Note: I have not shown any bypass capacitors from 5 volts to ground. Add 0.1uF caps from pin 16 to ground on the ICs. It's a good idea to have a bit of a ground plane, too. I did that underneath with a strip of double-sided PCB material mounted at right-angles to the protoboard, running right down the middle. One side is +5 and the other is ground. It's a pretty handy way to distribute ground and power using those boards. Here's a photo showing the idea before soldering. The two-pin Molex connectors hold the board slightly above the protoboard. It wouldn't hurt to add a bypass capacitor or two across the strip, too.
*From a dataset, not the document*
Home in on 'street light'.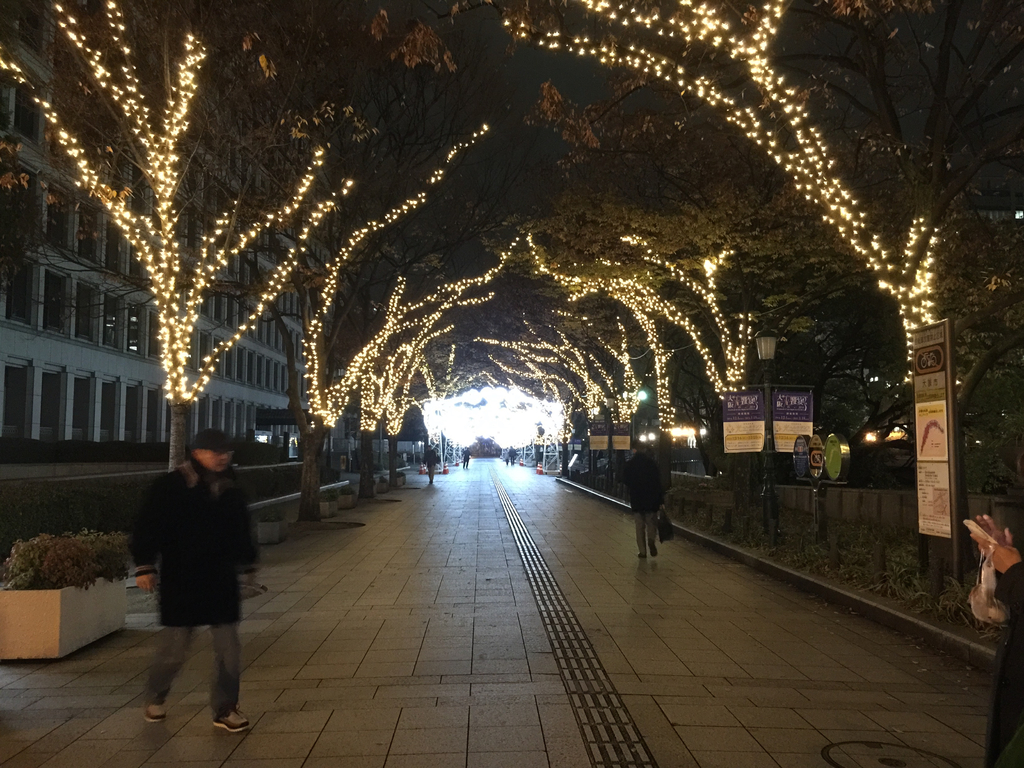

A few frequency counters and other instruments use 60 Hz as a time base, often generated using a color burst crystal (3.579545 MHz) and a special divider IC. The odd frequency makes it a bit difficult to add an external reference input due to the "3" in 60 Hz; 10 MHz can't be divided by an integer to get 60 Hz. This divider includes a X3 multiplier that selects the 600 kHz harmonic of a 200 kHz pulse and 600 kHz is easily divided to 60 Hz. The input will accommodate a wide range of levels from below -6 dBm to over +18 dBm. The schottky diodes protect the inputs for signals above about 20dBm but they may be left out if the first divider is a 74AC390 due to the robust protection diodes built into the AC logic series or if the reference input won't be inadvertently connected to a powerful signal. You could leave out the diodes and simply use a socket for the first IC for easy repair in the event it somehow gets zapped (unlikely).
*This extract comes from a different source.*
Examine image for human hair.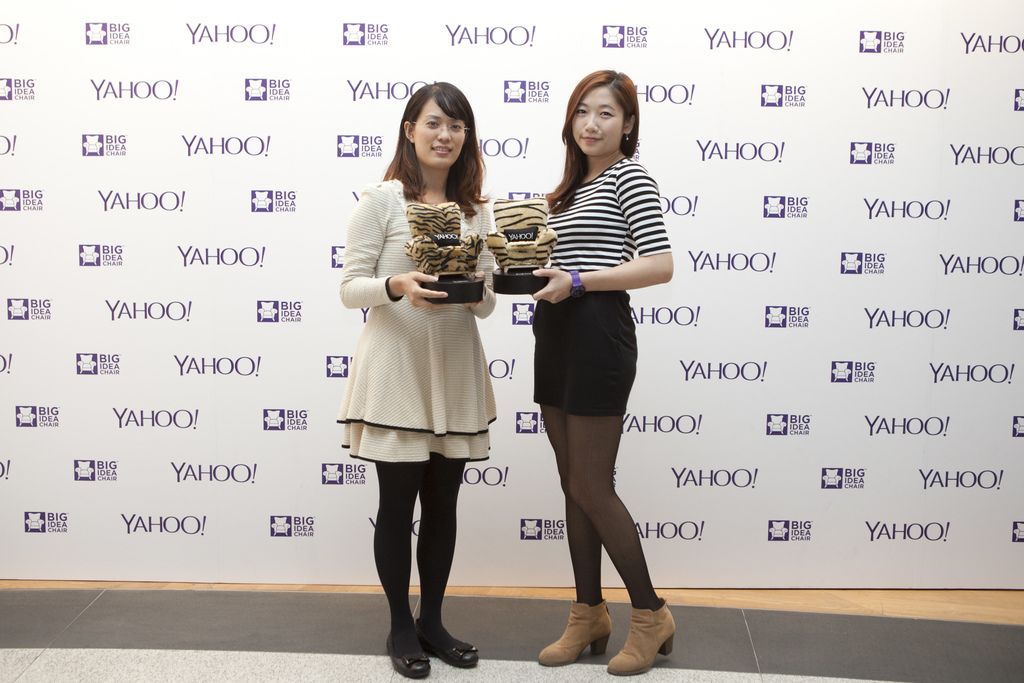
Examination result: 546 66 639 215.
The multiplier stage uses the 40/60 duty-cycle output on pin 6 so the voltage averages a bit below 2.5 volts. The 680 ohm resistor to 5 volts pulls that voltage up a bit to center the 600 kHz around 2.5 volts. One could change the order of the divider sections such that the multiplier is tripling a square wave coming from one of the divide-by-two sections. And there's no magic to where I decided to multiply; I just figured a lower frequency might be easier to get working but too low and the inductor and tuning becomes a challenge.
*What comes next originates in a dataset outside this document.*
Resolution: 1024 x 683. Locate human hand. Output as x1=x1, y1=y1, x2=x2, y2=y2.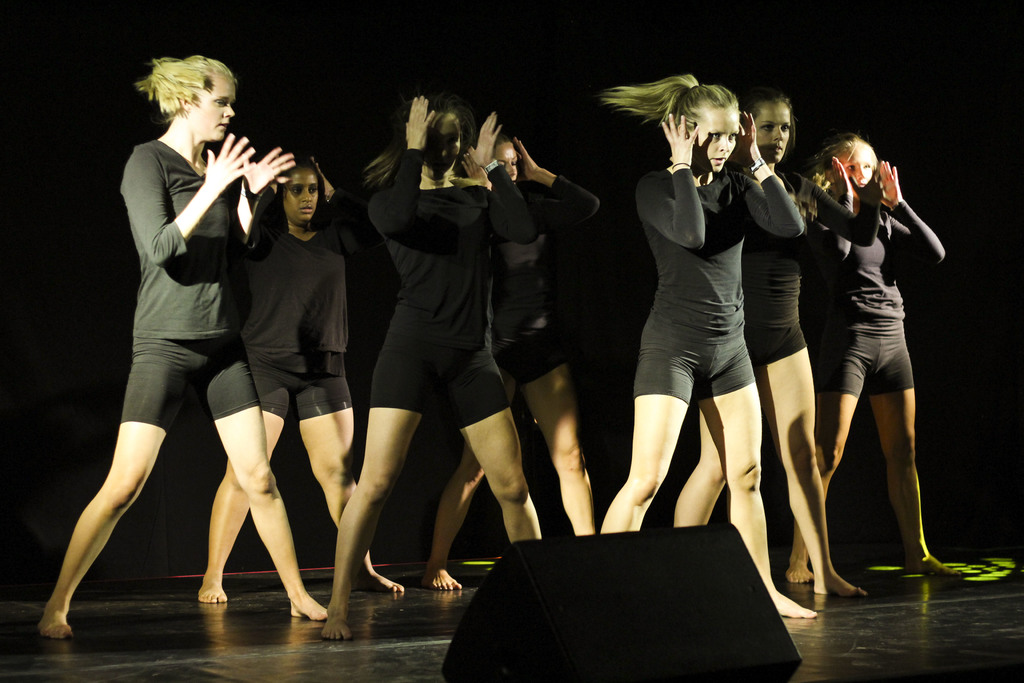
x1=307, y1=157, x2=325, y2=192.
I used this circuit to add an external reference input to a Tektronix CFC250 frequency counter. I borrowed 5 volts right off the regulator IC's terminals and I cut the 60 Hz trace from pin 1 of the MM5369 divider IC (U6) to pin 14 of the CD4017 (U7). Pin 14 is then connected to the center of a double-throw switch. Pin 1 of  U6 goes to one side of the switch and the output of my circuit to the other. I chose to put the select switch inside since I'll never use the internal oscillator. It would be more conventional to mount the switch on the back. Note the counter reading when hooked to a synthesized 100 MHz generator. It reads about 5 Hz low at 100 MHz (-5E-8) due to some internal timing limit of around 50 nS. This error is a percentage so it would be only 0.5 Hz at 10 MHz (less than one count in the LSD); it's not an offset error. So it's a very small error, far less than the multi-PPM internal oscillator. To put it in perspective, the internal oscillator drifts 100 times that much during warm-up. It's a nice upgrade for those with an accurate 10 MHz reference.

I'm not going to detail my board. I made so many mistakes and redesigns that the layout is a bit nutty at this point. For example, the multiplier can be seen near the edge of the board, nowhere near the IC to which it is connected under the BNC. But it works!